The US is now trying to reverse that situation with military force and political interference in the Americas, with the biggest US military buildup in the Caribbean Sea in generations.

It has been cheered by a handful of rightwing regional leaders, such as Argentina’s Javier Milei, who relies on US financial support to stabilise his country’s currency, and Ecuador’s president, the tycoon Daniel Noboa, who is trying to weaken limits on extractive activities in his country and wants to construct a US military base on the Galápagos Islands, a Unesco world heritage site and biosphere reserve.

Military vehicles park on the Tienditas Bridge crossing between Venezuela and Colombia after the US strikes. Photograph: Luisa González/Reuters

A very different response was expressed by the governments of Mexico, Brazil, Colombia, Uruguay and Cuba, who condemned the US muscle flexing as a challenge to regional stability.

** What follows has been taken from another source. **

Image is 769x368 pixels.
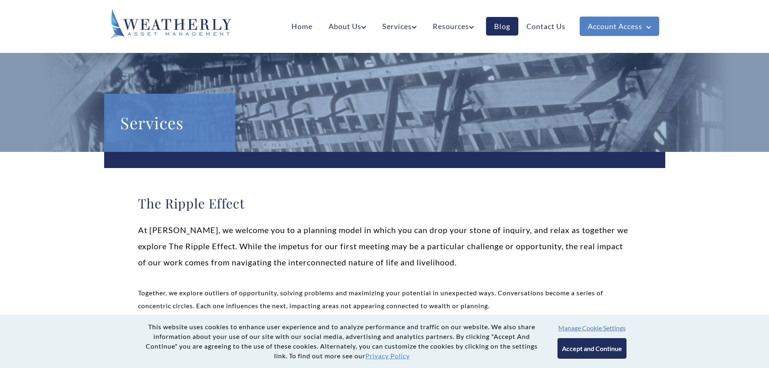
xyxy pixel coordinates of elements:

Several of their leaders, many of whom are trying to engage in multinational efforts to deal with the climate and nature crisis, have expressed fears that Washington will now try to interfere in their domestic politics.

The Colombian president, Gustavo Petro, a global climate champion, has mobilised armed forces to his country’s border with Venezuela after the US strikes and vowed to take up arms if the threats intensify. He is up for re-election this year, and supporters say he is already the target of a misinformation and intimidation campaign by the White House.

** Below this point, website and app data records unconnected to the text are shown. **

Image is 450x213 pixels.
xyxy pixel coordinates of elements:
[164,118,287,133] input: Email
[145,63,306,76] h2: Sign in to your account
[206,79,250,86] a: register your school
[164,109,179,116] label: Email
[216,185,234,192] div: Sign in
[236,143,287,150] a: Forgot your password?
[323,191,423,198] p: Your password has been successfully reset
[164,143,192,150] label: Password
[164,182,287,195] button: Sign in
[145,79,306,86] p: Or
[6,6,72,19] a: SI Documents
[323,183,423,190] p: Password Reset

“Colombia is very sick too, run by a sick man who likes making cocaine and selling it to the US,” Trump said in the wake of Maduro’s kidnapping, without providing any evidence of the allegation. “He’s not going to be doing it very long.” Along with Cuba and Greenland, this puts Colombia high on the list of where the US might target next.

Brazil’s leftwing president, Luiz Inácio Lula da Silva, who also faces re-election this year, has already felt Trump’s wrath. Last year, Lula criticised the US leader for behaving like an emperor. Trump responded by raising US tariffs on Brazilian goods to 50%. This backfired. Lula’s popularity rating improved as voters rallied against this threat to their nation. And US industries and hi-tech companies had to remind their president that they needed Brazil’s critical minerals.

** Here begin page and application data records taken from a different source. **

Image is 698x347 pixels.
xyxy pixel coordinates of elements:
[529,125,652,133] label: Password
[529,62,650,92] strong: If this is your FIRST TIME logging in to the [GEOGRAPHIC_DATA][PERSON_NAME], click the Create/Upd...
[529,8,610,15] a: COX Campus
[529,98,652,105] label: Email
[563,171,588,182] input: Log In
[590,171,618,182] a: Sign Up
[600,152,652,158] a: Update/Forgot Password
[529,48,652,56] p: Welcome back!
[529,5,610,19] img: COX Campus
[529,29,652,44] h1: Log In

This is, of course, not the first time the US has thrown its weight around in this region, but it takes place in a more dangerous context. The world faces an unprecedented threat from climate disruption and nature breakdown, which means it is more important than ever to protect biodiversity and ensure that the world’s limited supply of critical minerals is primarily used for the energy transition.

Many leaders in South America are trying to do this, but Trump is now using armed force to try to push the region in the opposite direction – to open the oil spigots wider and ensure rare earths and other important resources go north to the US, where they are likely to be used to strengthen the world’s biggest military, rather than west to China, the world’s biggest manufacturer of solar panels, windfarms and electric cars.

In terms of the wellbeing of the world and the majority of its people, this is clearly a horrifying mistake. But the Trump administration has narrower goals. Its strategy document says the US priority is to secure the “God-given natural rights of its citizens”. Many of them will probably be appalled by this action, but a powerful elite around Trump is calling the shots. Rather than international cooperation on global challenges, they would rather build walls and asset-strip their neighbours for supplies.

This doomsday bunker mentality will be bad news for democracy, people and the environment. But it is far from certain of achieving its goals. South America will not easily accept being the pantry, mineral deposit and fuel tank of the Armageddon shelter in the north.